At the forefront they're a hardcore band owing little to their Orange County roots; they could well be from another era, conjured the spirit of "Bohemian" bred Queen, borrowing a handful of VH "1" vocal harmonies, soaked up a little Scandinavian black light, then landed somewhere between the Windy City and Necropolis to produce a remarkably tight record that transcends genre-specific boundaries… right, right, old hat, but alas, this is no ordinary HC/punk/emo-core show project bloated on broken engagements and systemic breakdowns.
Rendering lightning fast riffs as quickly as they'll render useless a metronome, AS, the powers of punk yet united, power through classic Euro-metal entrapments and black soul aggression where if you blink twice, you're already lost.

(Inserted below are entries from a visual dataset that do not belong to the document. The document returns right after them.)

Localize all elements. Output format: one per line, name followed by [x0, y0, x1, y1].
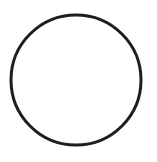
drawing-canvas	[0, 0, 157, 162]
circle-outline	[11, 15, 141, 145]
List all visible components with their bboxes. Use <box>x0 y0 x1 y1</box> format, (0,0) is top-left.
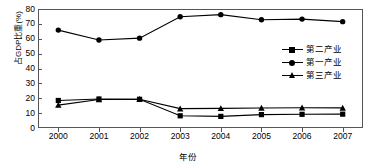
legend-item-0[interactable]: 第二产业 <box>282 43 342 56</box>
chart-container: 占GDP比重(%) 01020304050607080 200020012002… <box>0 0 375 167</box>
data-point <box>218 114 223 119</box>
data-point <box>56 27 61 32</box>
series-2 <box>56 12 346 43</box>
legend-label-1: 第一产业 <box>306 57 342 68</box>
data-point <box>96 37 101 42</box>
series-3 <box>55 96 346 111</box>
legend-marker-square-icon <box>282 44 303 55</box>
data-point <box>259 112 264 117</box>
data-point <box>299 112 304 117</box>
legend: 第二产业 第一产业 第三产业 <box>282 43 342 82</box>
legend-label-2: 第三产业 <box>306 70 342 81</box>
data-point <box>178 113 183 118</box>
data-point <box>299 16 304 21</box>
data-point <box>340 19 345 24</box>
series-layer <box>0 0 375 167</box>
legend-label-0: 第二产业 <box>306 44 342 55</box>
data-point <box>259 17 264 22</box>
legend-marker-triangle-icon <box>282 70 303 81</box>
legend-item-2[interactable]: 第三产业 <box>282 69 342 82</box>
legend-marker-circle-icon <box>282 57 303 68</box>
data-point <box>137 35 142 40</box>
data-point <box>340 112 345 117</box>
legend-item-1[interactable]: 第一产业 <box>282 56 342 69</box>
data-point <box>177 14 182 19</box>
x-axis-title: 年份 <box>0 150 375 162</box>
data-point <box>218 12 223 17</box>
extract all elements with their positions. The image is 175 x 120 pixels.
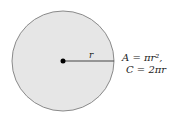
center-point bbox=[61, 59, 66, 64]
area-formula: A = πr², bbox=[122, 52, 163, 63]
circumference-formula: C = 2πr bbox=[126, 64, 166, 75]
radius-label: r bbox=[89, 50, 94, 60]
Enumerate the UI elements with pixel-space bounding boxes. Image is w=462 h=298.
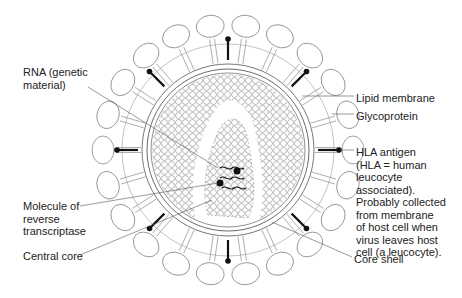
glycoprotein-knob [263,20,298,52]
glycoprotein-stalk [238,39,242,64]
glycoprotein-stalk [262,230,272,253]
glycoprotein-knob [292,227,328,262]
glycoprotein-knob [94,169,123,202]
label-core-shell: Core shell [354,253,404,266]
hla-antigen-stem [292,214,306,228]
glycoprotein-stalk [238,236,242,261]
glycoprotein-knob [316,200,350,235]
glycoprotein-stalk [243,236,247,261]
glycoprotein-stalk [215,39,219,64]
hla-antigen-stem [292,72,306,86]
glycoprotein-knob [230,13,261,39]
hla-antigen-head [304,226,310,232]
glycoprotein-knob [316,65,350,100]
label-glycoprotein: Glycoprotein [356,110,418,123]
hla-antigen-stem [150,72,164,86]
glycoprotein-knob [128,227,164,262]
glycoprotein-knob [292,38,328,73]
glycoprotein-knob [195,261,226,287]
glycoprotein-knob [106,65,140,100]
hla-antigen-head [225,36,231,42]
glycoprotein-stalk [179,49,189,72]
glycoprotein-stalk [184,230,194,253]
glycoprotein-knob [263,248,298,280]
glycoprotein-knob [195,13,226,39]
glycoprotein-stalk [266,228,276,251]
glycoprotein-knob [92,136,114,164]
label-lipid-membrane: Lipid membrane [356,92,435,105]
hla-antigen-head [304,69,310,75]
hla-antigen-head [147,69,153,75]
label-reverse-transcriptase: Molecule of reverse transcriptase [23,200,86,238]
label-hla-antigen: HLA antigen (HLA = human leucocyte assoc… [356,146,462,259]
glycoprotein-knob [128,38,164,73]
label-central-core: Central core [23,250,83,263]
glycoprotein-stalk [210,236,214,261]
hla-antigen-head [114,147,120,153]
hla-antigen-head [225,258,231,264]
glycoprotein-knob [106,200,140,235]
glycoprotein-stalk [184,47,194,70]
glycoprotein-stalk [210,39,214,64]
glycoprotein-knob [230,261,261,287]
glycoprotein-stalk [243,39,247,64]
reverse-transcriptase-dot-1 [234,168,241,175]
glycoprotein-stalk [179,228,189,251]
protein-matrix [152,74,304,232]
label-rna: RNA (genetic material) [23,66,88,91]
glycoprotein-stalk [262,47,272,70]
glycoprotein-stalk [266,49,276,72]
glycoprotein-stalk [215,236,219,261]
glycoprotein-knob [159,20,194,52]
glycoprotein-knob [159,248,194,280]
glycoprotein-knob [94,98,123,131]
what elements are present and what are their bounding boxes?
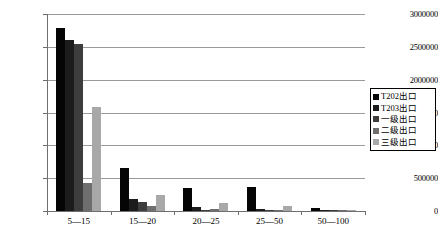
legend-item: 二级出口: [373, 125, 433, 136]
bar-group: [111, 14, 175, 211]
bar: [147, 206, 156, 211]
bar: [247, 187, 256, 211]
y-axis-tick-label: 500000: [394, 174, 438, 183]
bar: [347, 210, 356, 211]
legend-item: T203出口: [373, 102, 433, 113]
x-axis-tick-mark: [47, 211, 48, 215]
bar: [210, 209, 219, 211]
bar: [320, 210, 329, 211]
x-axis-tick-label: 15—20: [111, 216, 175, 227]
legend-swatch-icon: [373, 94, 379, 100]
bar: [311, 208, 320, 211]
x-axis-tick-mark: [111, 211, 112, 215]
legend-label: 二级出口: [381, 126, 417, 135]
legend-item: 三级出口: [373, 137, 433, 148]
x-axis-labels: 5—1515—2020—2525—5050—100: [47, 216, 365, 227]
legend-swatch-icon: [373, 128, 379, 134]
bar: [65, 40, 74, 211]
bar: [74, 44, 83, 211]
bar: [329, 210, 338, 211]
bar: [183, 188, 192, 211]
bar: [56, 28, 65, 211]
x-axis-tick-mark: [365, 211, 366, 215]
bar-group: [47, 14, 111, 211]
bar: [92, 107, 101, 211]
y-axis-tick-label: 2500000: [394, 43, 438, 52]
x-axis-tick-mark: [301, 211, 302, 215]
x-axis-tick-label: 25—50: [238, 216, 302, 227]
legend-swatch-icon: [373, 105, 379, 111]
bar: [265, 210, 274, 211]
x-axis-tick-label: 5—15: [47, 216, 111, 227]
legend-swatch-icon: [373, 116, 379, 122]
legend-label: T203出口: [381, 104, 417, 113]
x-axis-line: [47, 211, 366, 212]
bar: [120, 168, 129, 211]
legend-label: 三级出口: [381, 138, 417, 147]
bar: [83, 183, 92, 211]
legend-item: 一级出口: [373, 114, 433, 125]
bar: [274, 210, 283, 211]
bar: [129, 199, 138, 211]
legend-swatch-icon: [373, 139, 379, 145]
legend-label: T202出口: [381, 92, 417, 101]
chart-legend: T202出口T203出口一级出口二级出口三级出口: [370, 88, 436, 151]
bar: [201, 210, 210, 211]
x-axis-tick-label: 50—100: [301, 216, 365, 227]
bar: [256, 209, 265, 211]
y-axis-tick-label: 3000000: [394, 10, 438, 19]
legend-item: T202出口: [373, 91, 433, 102]
y-axis-tick-label: 2000000: [394, 76, 438, 85]
x-axis-tick-label: 20—25: [174, 216, 238, 227]
bar: [219, 203, 228, 211]
bar: [283, 206, 292, 211]
bar: [156, 195, 165, 211]
bar-groups: [47, 14, 365, 211]
bar-group: [301, 14, 365, 211]
x-axis-tick-mark: [174, 211, 175, 215]
legend-label: 一级出口: [381, 115, 417, 124]
bar-group: [238, 14, 302, 211]
bar-chart: 3000000250000020000001500000100000050000…: [0, 0, 438, 243]
bar: [338, 210, 347, 211]
x-axis-tick-mark: [238, 211, 239, 215]
bar: [192, 207, 201, 211]
bar: [138, 202, 147, 211]
y-axis-tick-label: 0: [394, 207, 438, 216]
bar-group: [174, 14, 238, 211]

From the aesthetic doom of the foreboding "To End The Rapture," the enraged and ethereal "Darkness Surrounding," to the meticulously percussive arena-rock flicker of "Warmness On The Soul," there's no stone left unturned in a traditionally hard rock sense. They've got it all covered, and what little they don't, they hide with well-blended sloppiness.
If you combined the likes of The Babylon Whores, Bad Religion, Fall Silent, Earache and Revelation Records, blitzed through Caviar-era Priest, you'd still fall short… but it'd be a good place to begin.